A very interesting article in the New York Times about the joys of manual labor. (link via Leiter Reports) The author of the piece has a Ph.D in philosophy. He runs a motorcycle repair shop in Virginia.
The television show“Deadliest Catch” depicts commercial crab fishermen in the Bering Sea. Another, “Dirty Jobs,” shows all kinds of grueling work; one episode featured a guy who inseminates turkeys for a living. The weird fascination of these shows must lie partly in the fact that such confrontations with material reality have become exotically unfamiliar. Many of us do work that feels more surreal than real. Working in an office, you often find it difficult to see any tangible result from your efforts. What exactly have you accomplished at the end of any given day? Where the chain of cause and effect is opaque and responsibility diffuse, the experience of individual agency can be elusive. “Dilbert,” “The Office” and similar portrayals of cubicle life attest to the dark absurdism with which many Americans have come to view their white-collar jobs.
Is there a more “real” alternative (short of inseminating turkeys)?
High-school shop-class programs were widely dismantled in the 1990s as educators prepared students to become “knowledge workers.” The imperative of the last 20 years to round up every warm body and send it to college, then to the cubicle, was tied to a vision of the future in which we somehow take leave of material reality and glide about in a pure information economy. This has not come to pass. To begin with, such work often feels more enervating than gliding. More fundamentally, now as ever, somebody has to actually do things: fix our cars, unclog our toilets, build our houses.
When we praise people who do work that is straightforwardly useful, the praise often betrays an assumption that they had no other options. We idealize them as the salt of the earth and emphasize the sacrifice for others their work may entail. Such sacrifice does indeed occur — the hazards faced by a lineman restoring power during a storm come to mind. But what if such work answers as well to a basic human need of the one who does it? I take this to be the suggestion of Marge Piercy’s poem “To Be of Use,” which concludes with the lines “the pitcher longs for water to carry/and a person for work that is real.” Beneath our gratitude for the lineman may rest envy.
This seems to be a moment when the useful arts have an especially compelling economic rationale. A car mechanics’ trade association reports that repair shops have seen their business jump significantly in the current recession: people aren’t buying new cars; they are fixing the ones they have. The current downturn is likely to pass eventually. But there are also systemic changes in the economy, arising from information technology, that have the surprising effect of making the manual trades — plumbing, electrical work, car repair — more attractive as careers. The Princeton economist Alan Blinder argues that the crucial distinction in the emerging labor market is not between those with more or less education, but between those whose services can be delivered over a wire and those who must do their work in person or on site. The latter will find their livelihoods more secure against outsourcing to distant countries. As Blinder puts it, “You can’t hammer a nail over the Internet.” Nor can the Indians fix your car. Because they are in India.
The article is six pages long. Do read the whole thing. Matthew Crawford, Ph.D in philosophy, fascinates with his perspective on work and satisfaction with life. The paradox here of course is that had Crawford not gone through the initial "safe" life trajectory of higher education and cubicle jobs of "ideas," he wouldn't probably have developed such a carefully weighed and regret-free appreciation for manual labor and nor perhaps the facility with words to make his case so succinctly for the cost-benefit of the informed choice he made.
Crawford begins his piece with a reference to a television show. That reminded me of another TV show, also to do with jobs. I am not much of a TV watcher. But during our brief stay in Germany in the early eighties, I used to watch a fair amount of TV with my two small children partly out of boredom and partly in order to get a grip on the German language. A game show called "Was bin Ich?" (a spin off of the American game show, What's My Line?) used to air on German TV in those days. I remember noting with interest that some of the hardest vocations for the hosts to guess were manual jobs, even though one would think that such work would offer up more concrete clues than amorphous intellectual pursuits. But then as Crawford notes, inseminating turkeys is working with your hands but who would ever guess that someone actually does it? Similarly, I remember that on "Was bin Ich?" one guy's job completely stumped the hosts and he ended up earning a sizable prize for keeping them in suspense for the entire episode. He turned out to be a "Totenkopf Maler." ( see translation) Evidently, there is a market for painted skulls – at least, there must have been one in Germany!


(DESCRIPTION OF THE TASK): Below are records to repeat exactly. Omit the pictures from the copy.

---------- DATA TO USE

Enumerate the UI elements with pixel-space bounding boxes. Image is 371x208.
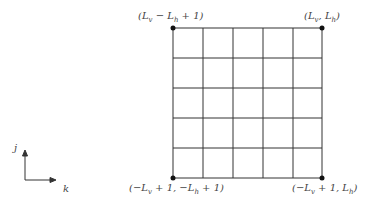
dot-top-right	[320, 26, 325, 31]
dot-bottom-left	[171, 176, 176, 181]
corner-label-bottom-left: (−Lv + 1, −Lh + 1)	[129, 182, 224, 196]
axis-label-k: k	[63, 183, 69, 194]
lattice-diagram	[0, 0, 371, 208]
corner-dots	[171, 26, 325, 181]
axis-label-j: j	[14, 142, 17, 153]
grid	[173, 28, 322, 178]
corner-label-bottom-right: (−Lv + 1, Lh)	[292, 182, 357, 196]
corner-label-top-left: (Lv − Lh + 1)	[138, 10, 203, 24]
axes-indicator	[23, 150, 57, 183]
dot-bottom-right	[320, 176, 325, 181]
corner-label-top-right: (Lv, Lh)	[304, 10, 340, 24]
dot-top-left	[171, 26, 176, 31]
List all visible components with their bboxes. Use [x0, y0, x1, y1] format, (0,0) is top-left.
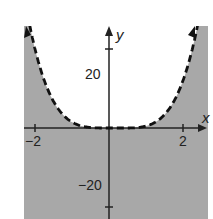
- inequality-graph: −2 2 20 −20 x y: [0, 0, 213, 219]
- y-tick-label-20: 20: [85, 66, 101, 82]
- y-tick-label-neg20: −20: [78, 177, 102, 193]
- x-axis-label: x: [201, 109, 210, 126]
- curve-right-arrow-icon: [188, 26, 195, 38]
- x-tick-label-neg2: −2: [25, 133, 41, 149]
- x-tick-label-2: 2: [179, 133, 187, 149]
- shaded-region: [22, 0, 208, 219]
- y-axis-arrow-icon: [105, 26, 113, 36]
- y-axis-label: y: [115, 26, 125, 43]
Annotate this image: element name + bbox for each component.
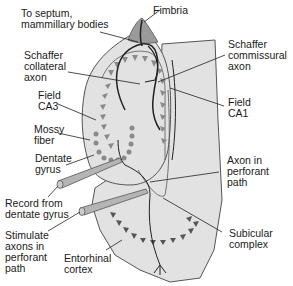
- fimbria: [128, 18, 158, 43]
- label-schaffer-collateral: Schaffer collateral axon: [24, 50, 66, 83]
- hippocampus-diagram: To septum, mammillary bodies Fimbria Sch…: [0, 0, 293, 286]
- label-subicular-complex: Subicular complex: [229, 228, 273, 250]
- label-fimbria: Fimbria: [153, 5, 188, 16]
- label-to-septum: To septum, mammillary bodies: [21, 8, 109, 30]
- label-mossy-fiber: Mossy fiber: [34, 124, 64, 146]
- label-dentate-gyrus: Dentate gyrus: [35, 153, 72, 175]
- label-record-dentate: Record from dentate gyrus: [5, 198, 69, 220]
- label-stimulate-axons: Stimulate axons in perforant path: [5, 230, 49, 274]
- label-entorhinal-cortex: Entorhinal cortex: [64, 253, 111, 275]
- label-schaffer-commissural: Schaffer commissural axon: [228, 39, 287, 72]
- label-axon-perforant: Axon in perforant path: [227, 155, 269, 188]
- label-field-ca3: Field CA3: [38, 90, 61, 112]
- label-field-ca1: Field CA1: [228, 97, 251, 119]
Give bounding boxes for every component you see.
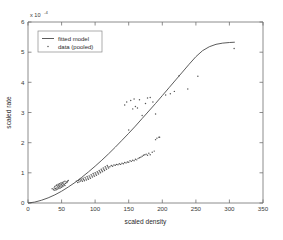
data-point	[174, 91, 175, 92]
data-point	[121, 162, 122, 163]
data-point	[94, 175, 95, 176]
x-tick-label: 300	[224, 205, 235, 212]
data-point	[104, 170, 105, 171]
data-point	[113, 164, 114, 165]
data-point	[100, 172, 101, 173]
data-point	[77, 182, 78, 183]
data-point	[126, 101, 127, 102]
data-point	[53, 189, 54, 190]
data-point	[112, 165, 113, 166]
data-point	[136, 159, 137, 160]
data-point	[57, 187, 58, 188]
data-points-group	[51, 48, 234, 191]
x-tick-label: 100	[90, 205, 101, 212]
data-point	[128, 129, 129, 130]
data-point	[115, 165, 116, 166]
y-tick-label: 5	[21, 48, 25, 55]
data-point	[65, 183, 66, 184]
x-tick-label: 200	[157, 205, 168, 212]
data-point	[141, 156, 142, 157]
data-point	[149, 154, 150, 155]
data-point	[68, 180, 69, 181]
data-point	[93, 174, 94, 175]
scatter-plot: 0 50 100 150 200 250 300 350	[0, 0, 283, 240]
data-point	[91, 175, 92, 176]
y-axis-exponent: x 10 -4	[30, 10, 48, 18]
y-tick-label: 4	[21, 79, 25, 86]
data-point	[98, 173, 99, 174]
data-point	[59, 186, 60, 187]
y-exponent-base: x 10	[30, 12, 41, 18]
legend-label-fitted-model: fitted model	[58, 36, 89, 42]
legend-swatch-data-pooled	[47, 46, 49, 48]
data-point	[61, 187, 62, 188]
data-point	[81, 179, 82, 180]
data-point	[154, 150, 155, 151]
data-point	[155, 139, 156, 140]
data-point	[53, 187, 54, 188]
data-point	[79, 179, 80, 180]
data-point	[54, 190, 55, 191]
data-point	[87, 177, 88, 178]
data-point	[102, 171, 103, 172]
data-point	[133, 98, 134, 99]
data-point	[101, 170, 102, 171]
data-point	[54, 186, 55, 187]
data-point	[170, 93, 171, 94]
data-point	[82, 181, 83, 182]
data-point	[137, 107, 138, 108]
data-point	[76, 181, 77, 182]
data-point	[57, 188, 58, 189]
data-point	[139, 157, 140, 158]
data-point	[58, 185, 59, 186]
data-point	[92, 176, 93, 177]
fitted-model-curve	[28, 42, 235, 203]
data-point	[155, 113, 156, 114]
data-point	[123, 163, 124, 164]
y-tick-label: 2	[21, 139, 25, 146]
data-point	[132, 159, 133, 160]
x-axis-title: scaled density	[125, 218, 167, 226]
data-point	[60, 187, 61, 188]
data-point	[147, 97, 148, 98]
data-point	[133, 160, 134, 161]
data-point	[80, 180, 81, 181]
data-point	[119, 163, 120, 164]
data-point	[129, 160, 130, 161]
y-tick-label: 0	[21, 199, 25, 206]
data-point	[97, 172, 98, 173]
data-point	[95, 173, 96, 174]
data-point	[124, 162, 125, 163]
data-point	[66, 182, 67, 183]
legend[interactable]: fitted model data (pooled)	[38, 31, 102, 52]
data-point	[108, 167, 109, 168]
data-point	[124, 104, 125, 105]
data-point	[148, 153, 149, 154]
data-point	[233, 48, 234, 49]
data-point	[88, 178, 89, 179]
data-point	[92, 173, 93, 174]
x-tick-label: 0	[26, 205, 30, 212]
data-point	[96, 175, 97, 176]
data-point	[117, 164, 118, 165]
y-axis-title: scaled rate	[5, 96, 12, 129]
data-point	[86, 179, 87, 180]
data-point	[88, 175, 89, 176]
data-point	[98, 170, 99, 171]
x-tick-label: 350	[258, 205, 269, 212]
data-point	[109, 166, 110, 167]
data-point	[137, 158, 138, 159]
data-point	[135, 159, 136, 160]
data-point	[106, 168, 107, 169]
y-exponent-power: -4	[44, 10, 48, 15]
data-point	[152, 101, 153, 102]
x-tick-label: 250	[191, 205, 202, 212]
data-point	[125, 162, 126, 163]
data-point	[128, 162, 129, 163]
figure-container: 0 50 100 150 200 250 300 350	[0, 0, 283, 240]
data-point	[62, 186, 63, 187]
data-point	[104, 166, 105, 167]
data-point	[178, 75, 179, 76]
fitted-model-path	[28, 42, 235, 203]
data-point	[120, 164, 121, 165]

--------------------

(TASK RESPONSE):
Enumerate the UI elements with pixel-space bounding boxes. Image is 371x208.
dot-top-right	[320, 26, 325, 31]
dot-bottom-left	[171, 176, 176, 181]
corner-label-bottom-left: (−Lv + 1, −Lh + 1)	[129, 182, 224, 196]
axis-label-k: k	[63, 183, 69, 194]
lattice-diagram	[0, 0, 371, 208]
corner-dots	[171, 26, 325, 181]
axis-label-j: j	[14, 142, 17, 153]
grid	[173, 28, 322, 178]
corner-label-bottom-right: (−Lv + 1, Lh)	[292, 182, 357, 196]
corner-label-top-left: (Lv − Lh + 1)	[138, 10, 203, 24]
axes-indicator	[23, 150, 57, 183]
dot-bottom-right	[320, 176, 325, 181]
corner-label-top-right: (Lv, Lh)	[304, 10, 340, 24]
dot-top-left	[171, 26, 176, 31]
List all visible components with their bboxes. Use [x0, y0, x1, y1] format, (0,0) is top-left.
- inequality-graph: −2 2 20 −20 x y: [0, 0, 213, 219]
- y-tick-label-20: 20: [85, 66, 101, 82]
- y-tick-label-neg20: −20: [78, 177, 102, 193]
- x-axis-label: x: [201, 109, 210, 126]
- curve-right-arrow-icon: [188, 26, 195, 38]
- x-tick-label-neg2: −2: [25, 133, 41, 149]
- x-tick-label-2: 2: [179, 133, 187, 149]
- shaded-region: [22, 0, 208, 219]
- y-axis-arrow-icon: [105, 26, 113, 36]
- y-axis-label: y: [115, 26, 125, 43]
Annotate this image: element name + bbox for each component.
- fimbria: [128, 18, 158, 43]
- label-schaffer-collateral: Schaffer collateral axon: [24, 50, 66, 83]
- hippocampus-diagram: To septum, mammillary bodies Fimbria Sch…: [0, 0, 293, 286]
- label-subicular-complex: Subicular complex: [229, 228, 273, 250]
- label-fimbria: Fimbria: [153, 5, 188, 16]
- label-to-septum: To septum, mammillary bodies: [21, 8, 109, 30]
- label-mossy-fiber: Mossy fiber: [34, 124, 64, 146]
- label-dentate-gyrus: Dentate gyrus: [35, 153, 72, 175]
- label-record-dentate: Record from dentate gyrus: [5, 198, 69, 220]
- label-stimulate-axons: Stimulate axons in perforant path: [5, 230, 49, 274]
- label-entorhinal-cortex: Entorhinal cortex: [64, 253, 111, 275]
- label-schaffer-commissural: Schaffer commissural axon: [228, 39, 287, 72]
- label-axon-perforant: Axon in perforant path: [227, 155, 269, 188]
- label-field-ca3: Field CA3: [38, 90, 61, 112]
- label-field-ca1: Field CA1: [228, 97, 251, 119]
Give bounding boxes for every component you see.
data-point	[174, 91, 175, 92]
data-point	[121, 162, 122, 163]
data-point	[94, 175, 95, 176]
x-tick-label: 300	[224, 205, 235, 212]
data-point	[104, 170, 105, 171]
data-point	[113, 164, 114, 165]
data-point	[100, 172, 101, 173]
data-point	[77, 182, 78, 183]
data-point	[126, 101, 127, 102]
data-point	[53, 189, 54, 190]
data-point	[112, 165, 113, 166]
data-point	[136, 159, 137, 160]
data-point	[57, 187, 58, 188]
data-points-group	[51, 48, 234, 191]
x-tick-label: 100	[90, 205, 101, 212]
data-point	[128, 129, 129, 130]
data-point	[115, 165, 116, 166]
y-tick-label: 5	[21, 48, 25, 55]
data-point	[65, 183, 66, 184]
x-tick-label: 200	[157, 205, 168, 212]
data-point	[141, 156, 142, 157]
data-point	[149, 154, 150, 155]
data-point	[68, 180, 69, 181]
data-point	[93, 174, 94, 175]
scatter-plot: 0 50 100 150 200 250 300 350	[0, 0, 283, 240]
data-point	[91, 175, 92, 176]
y-axis-exponent: x 10 -4	[30, 10, 48, 18]
y-tick-label: 4	[21, 79, 25, 86]
data-point	[98, 173, 99, 174]
data-point	[59, 186, 60, 187]
y-exponent-base: x 10	[30, 12, 41, 18]
legend-label-fitted-model: fitted model	[58, 36, 89, 42]
legend-swatch-data-pooled	[47, 46, 49, 48]
data-point	[61, 187, 62, 188]
data-point	[81, 179, 82, 180]
data-point	[154, 150, 155, 151]
data-point	[155, 139, 156, 140]
data-point	[53, 187, 54, 188]
data-point	[79, 179, 80, 180]
data-point	[54, 190, 55, 191]
data-point	[87, 177, 88, 178]
data-point	[102, 171, 103, 172]
data-point	[133, 98, 134, 99]
data-point	[101, 170, 102, 171]
data-point	[54, 186, 55, 187]
data-point	[170, 93, 171, 94]
data-point	[82, 181, 83, 182]
data-point	[137, 107, 138, 108]
data-point	[76, 181, 77, 182]
data-point	[57, 188, 58, 189]
data-point	[139, 157, 140, 158]
data-point	[58, 185, 59, 186]
data-point	[92, 176, 93, 177]
fitted-model-curve	[28, 42, 235, 203]
data-point	[155, 113, 156, 114]
data-point	[123, 163, 124, 164]
y-tick-label: 2	[21, 139, 25, 146]
data-point	[132, 159, 133, 160]
x-axis-title: scaled density	[125, 218, 167, 226]
data-point	[60, 187, 61, 188]
data-point	[147, 97, 148, 98]
data-point	[133, 160, 134, 161]
data-point	[80, 180, 81, 181]
data-point	[119, 163, 120, 164]
data-point	[129, 160, 130, 161]
y-tick-label: 0	[21, 199, 25, 206]
data-point	[97, 172, 98, 173]
data-point	[95, 173, 96, 174]
data-point	[124, 162, 125, 163]
data-point	[66, 182, 67, 183]
legend[interactable]: fitted model data (pooled)	[38, 31, 102, 52]
data-point	[108, 167, 109, 168]
data-point	[124, 104, 125, 105]
data-point	[148, 153, 149, 154]
data-point	[233, 48, 234, 49]
data-point	[88, 178, 89, 179]
data-point	[92, 173, 93, 174]
x-tick-label: 0	[26, 205, 30, 212]
data-point	[96, 175, 97, 176]
data-point	[117, 164, 118, 165]
y-axis-title: scaled rate	[5, 96, 12, 129]
data-point	[86, 179, 87, 180]
data-point	[88, 175, 89, 176]
data-point	[98, 170, 99, 171]
x-tick-label: 350	[258, 205, 269, 212]
data-point	[109, 166, 110, 167]
data-point	[137, 158, 138, 159]
data-point	[135, 159, 136, 160]
data-point	[106, 168, 107, 169]
y-exponent-power: -4	[44, 10, 48, 15]
data-point	[152, 101, 153, 102]
x-tick-label: 250	[191, 205, 202, 212]
data-point	[125, 162, 126, 163]
data-point	[128, 162, 129, 163]
figure-container: 0 50 100 150 200 250 300 350	[0, 0, 283, 240]
data-point	[62, 186, 63, 187]
data-point	[104, 166, 105, 167]
data-point	[178, 75, 179, 76]
fitted-model-path	[28, 42, 235, 203]
data-point	[120, 164, 121, 165]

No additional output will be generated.